Britain’s incoming Parliamentary standards commissioner has called for all UK rabbis to be “properly regulated” as a safeguarding benchmark in the wake of the latest sexual assault allegations against Golders Green Rabbi Chaim Halpern.
Barrister Daniel Greenberg told Jewish News: “It is very important that criminal allegations go to the police and nobody else. Rabbis, however well-meaning, should be told that they must not set up tribunals or hear evidence, because that amounts to witness tampering and actually prevents people from being prosecuted. Criminal allegations must be dealt with in the criminal courts, and nowhere else. That’s a message that the whole community needs to be part of promulgating.”
It was no longer acceptable, Greenberg said, for any profession not to have “a robust, independent and disciplinary tribunal regularity system… rabbis need to have a profession that they can be proud of belonging to, which at the moment they cannot”.
If there were a formal system of regulation set up outside the Charedi community, Greenberg said, “that would start to spread within that community. We would set up a benchmark, against which all communities would want their rabbis to be measured”.
He acknowledged that this was a long-term solution, but added: “That’s not a reason for not doing it. At the moment we’ve wasted 10 years” — alluding to the first set of allegations made against Halpern in 2013. At that time he was arrested but no charges were made against him.
Halpern has strenuously denied the new allegations against him, aired in an Israel Channel 12 programme last week. He described the claims made by the 21-year-old woman as “bubbemeises” — “fairytales” — and also suggested that what purported to be his voice on tapes played during the programme had been imitations by other people.
But a source familiar with Halpern told Jewish News that he was convinced the tapes were genuine. A private investigator, Altea Steinherz, is understood to have compiled the evidence against the rabbi. Halpern has been described as “Charedi royalty” who was thought to be “untouchable” in relation to the allegations.
The source, who asked not to be named, said there was disquiet in Halpern’s Golders Green community and that “some people have left, others have made a point of not being there on Shabbat. There are reports of a meeting with Halpern and members of his community, in which he was essentially challenged as to why he had not sued Channel 12, together with offers to fund such a legal fight”. In Golders Green, the source said, “most people are avoiding Rabbi Halpern’s gaze”, adding that people believed there was “a failure of leadership” in dealing with the matter.
On social media, an Orthodox insider calling himself “If You Tickle Us” says that Rabbi (Yisroel Meir) Greenberg of the Golders Green community, Munks (Golders Green Beth Hamedrash), “is reportedly coming under immense pressure to take a stand. He is said to be torn between the Union of Orthodox Hebrew Congregations culture to drown out the cries of victims, and his upright Munks community, for whom taking a moral stand isn’t some alien goyish idea”.
Yehudis Fletcher, the women’s activist and co-founder of Nahamu, an organisation set up to combat religious extremism, told Jewish News that she and other campaigners had spent the last decade hearing claims from women of alleged sexual harassment by Rabbi Halpern. “This [the Channel 12 programme] is just the latest iteration. We never forgot, people working in this sector did not forget. But for those who are reacting now, we have to ask, where have you been for the last 10 years? The idea that this is suddenly a problem speaks to the depth of the problem. His specific behaviour to women has been in the public domain since 2013”.
She queried those who were currently “suddenly” condemning Rabbi Halpern as “virtue signalling”, and complained that “no-one wants to hold themselves accountable”. She said she had been unable to persuade newspapers in the strictly Orthodox community to stop advertising Rabbi Halpern’s book, Shaarei Chaim. Everyone who had not specifically condemned him, she suggested, was in fact giving their “tacit approval”.
Everyone Jewish News spoke to said complaints against Halpern were a community-wide issue, rather than something confined to the Charedi population in Stamford Hill or Golders Green. One campaigner said: “For more secular people who think it’s nothing to do with them, they will still need the religious community for bris (circumcision) and burial. So it’s in everyone’s interests to recognise this situation affects all of us.”
Greenberg said the problem of sexual harassment was not confined to the strictly-Orthodox community. “But as long as there is no regulatory system, there are going to be allegations of abuse, and victims are going to feel their complaints are never properly investigated. Neither they, nor the people complained of, are going to feel proper closure.”
He added: “There are still shuls which advertise ‘Carlebach Friday nights’. [Charismatic Rabbi Shlomo Carlebach, who died in 1994, was widely accused of sexual impropriety, allegations made before and after his death]. We wouldn’t advertise a Jimmy Savile-style Chanukah party or a Rolf Harris-style Chanukah party for children. Every time a shul advertises a Carlebach Friday night, they are sending a message to the victims of sexual predators within the community that we trivialise their experience.”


**INSTRUCTIONS TO FOLLOW**
This exercise calls for the records to be returned exactly, with images removed.

Figure record listings

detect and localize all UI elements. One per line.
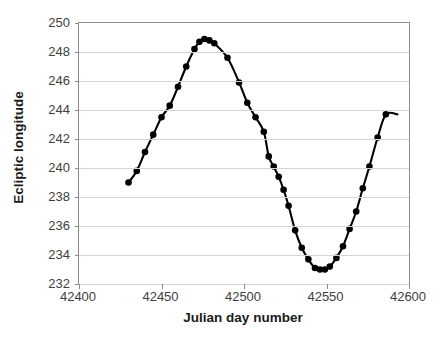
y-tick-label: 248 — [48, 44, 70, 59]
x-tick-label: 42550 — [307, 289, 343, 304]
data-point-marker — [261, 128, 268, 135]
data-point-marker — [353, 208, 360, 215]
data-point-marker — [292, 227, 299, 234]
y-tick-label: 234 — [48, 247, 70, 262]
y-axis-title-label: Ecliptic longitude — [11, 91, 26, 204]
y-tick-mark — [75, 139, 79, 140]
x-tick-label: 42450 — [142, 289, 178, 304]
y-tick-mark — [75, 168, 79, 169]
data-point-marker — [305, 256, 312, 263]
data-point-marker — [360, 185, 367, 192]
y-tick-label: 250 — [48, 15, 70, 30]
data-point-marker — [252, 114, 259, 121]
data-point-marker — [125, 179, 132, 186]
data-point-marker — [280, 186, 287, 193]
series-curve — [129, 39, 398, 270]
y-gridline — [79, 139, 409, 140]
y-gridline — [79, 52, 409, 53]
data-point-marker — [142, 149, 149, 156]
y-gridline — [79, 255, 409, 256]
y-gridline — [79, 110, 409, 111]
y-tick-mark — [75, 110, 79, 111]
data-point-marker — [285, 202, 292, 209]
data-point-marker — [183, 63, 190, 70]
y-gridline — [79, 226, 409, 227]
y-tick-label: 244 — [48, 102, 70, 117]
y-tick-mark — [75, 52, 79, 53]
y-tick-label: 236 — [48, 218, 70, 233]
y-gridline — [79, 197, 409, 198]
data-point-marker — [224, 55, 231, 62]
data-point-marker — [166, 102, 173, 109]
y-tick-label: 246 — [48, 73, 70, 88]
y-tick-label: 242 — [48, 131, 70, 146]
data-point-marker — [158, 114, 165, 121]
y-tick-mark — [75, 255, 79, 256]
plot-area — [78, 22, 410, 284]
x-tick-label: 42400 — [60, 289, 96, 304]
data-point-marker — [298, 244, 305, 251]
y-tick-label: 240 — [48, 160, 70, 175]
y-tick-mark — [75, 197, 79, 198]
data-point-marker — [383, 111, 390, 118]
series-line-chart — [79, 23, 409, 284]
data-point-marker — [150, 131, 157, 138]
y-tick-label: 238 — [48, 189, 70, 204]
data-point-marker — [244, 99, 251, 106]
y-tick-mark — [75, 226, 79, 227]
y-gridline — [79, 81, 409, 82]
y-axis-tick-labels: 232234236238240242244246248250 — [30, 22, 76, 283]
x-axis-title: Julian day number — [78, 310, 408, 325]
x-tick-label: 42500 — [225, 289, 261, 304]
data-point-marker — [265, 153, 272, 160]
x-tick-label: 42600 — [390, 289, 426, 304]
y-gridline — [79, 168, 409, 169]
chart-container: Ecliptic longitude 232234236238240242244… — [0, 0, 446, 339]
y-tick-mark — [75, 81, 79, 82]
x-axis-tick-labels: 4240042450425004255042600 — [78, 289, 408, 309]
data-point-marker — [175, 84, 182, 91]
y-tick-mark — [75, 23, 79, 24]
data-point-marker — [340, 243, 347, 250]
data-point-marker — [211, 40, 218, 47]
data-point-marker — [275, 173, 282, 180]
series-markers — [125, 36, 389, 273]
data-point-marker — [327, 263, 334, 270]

**RESPONSE AREA**
detect and localize all UI elements. One per line.
y-tick-label: 248 — [48, 44, 70, 59]
x-tick-label: 42550 — [307, 289, 343, 304]
data-point-marker — [261, 128, 268, 135]
data-point-marker — [353, 208, 360, 215]
data-point-marker — [292, 227, 299, 234]
y-tick-label: 234 — [48, 247, 70, 262]
y-axis-title-label: Ecliptic longitude — [11, 91, 26, 204]
y-tick-mark — [75, 139, 79, 140]
x-tick-label: 42450 — [142, 289, 178, 304]
y-tick-mark — [75, 168, 79, 169]
data-point-marker — [305, 256, 312, 263]
data-point-marker — [360, 185, 367, 192]
y-tick-label: 250 — [48, 15, 70, 30]
data-point-marker — [252, 114, 259, 121]
data-point-marker — [125, 179, 132, 186]
data-point-marker — [280, 186, 287, 193]
series-curve — [129, 39, 398, 270]
y-gridline — [79, 139, 409, 140]
y-gridline — [79, 52, 409, 53]
data-point-marker — [142, 149, 149, 156]
y-gridline — [79, 255, 409, 256]
y-gridline — [79, 110, 409, 111]
y-tick-mark — [75, 110, 79, 111]
data-point-marker — [285, 202, 292, 209]
data-point-marker — [183, 63, 190, 70]
y-gridline — [79, 226, 409, 227]
y-tick-label: 244 — [48, 102, 70, 117]
y-tick-mark — [75, 52, 79, 53]
y-tick-label: 236 — [48, 218, 70, 233]
y-gridline — [79, 197, 409, 198]
data-point-marker — [224, 55, 231, 62]
data-point-marker — [166, 102, 173, 109]
y-tick-label: 246 — [48, 73, 70, 88]
y-tick-label: 242 — [48, 131, 70, 146]
data-point-marker — [158, 114, 165, 121]
y-tick-mark — [75, 255, 79, 256]
plot-area — [78, 22, 410, 284]
x-tick-label: 42400 — [60, 289, 96, 304]
data-point-marker — [298, 244, 305, 251]
y-tick-label: 240 — [48, 160, 70, 175]
y-tick-mark — [75, 197, 79, 198]
data-point-marker — [383, 111, 390, 118]
series-line-chart — [79, 23, 409, 284]
data-point-marker — [150, 131, 157, 138]
y-tick-label: 238 — [48, 189, 70, 204]
data-point-marker — [244, 99, 251, 106]
y-tick-mark — [75, 226, 79, 227]
y-gridline — [79, 81, 409, 82]
y-axis-tick-labels: 232234236238240242244246248250 — [30, 22, 76, 283]
x-axis-title: Julian day number — [78, 310, 408, 325]
x-tick-label: 42500 — [225, 289, 261, 304]
data-point-marker — [265, 153, 272, 160]
x-tick-label: 42600 — [390, 289, 426, 304]
y-gridline — [79, 168, 409, 169]
chart-container: Ecliptic longitude 232234236238240242244… — [0, 0, 446, 339]
y-tick-mark — [75, 81, 79, 82]
x-axis-tick-labels: 4240042450425004255042600 — [78, 289, 408, 309]
data-point-marker — [175, 84, 182, 91]
y-tick-mark — [75, 23, 79, 24]
data-point-marker — [340, 243, 347, 250]
data-point-marker — [211, 40, 218, 47]
data-point-marker — [275, 173, 282, 180]
series-markers — [125, 36, 389, 273]
data-point-marker — [327, 263, 334, 270]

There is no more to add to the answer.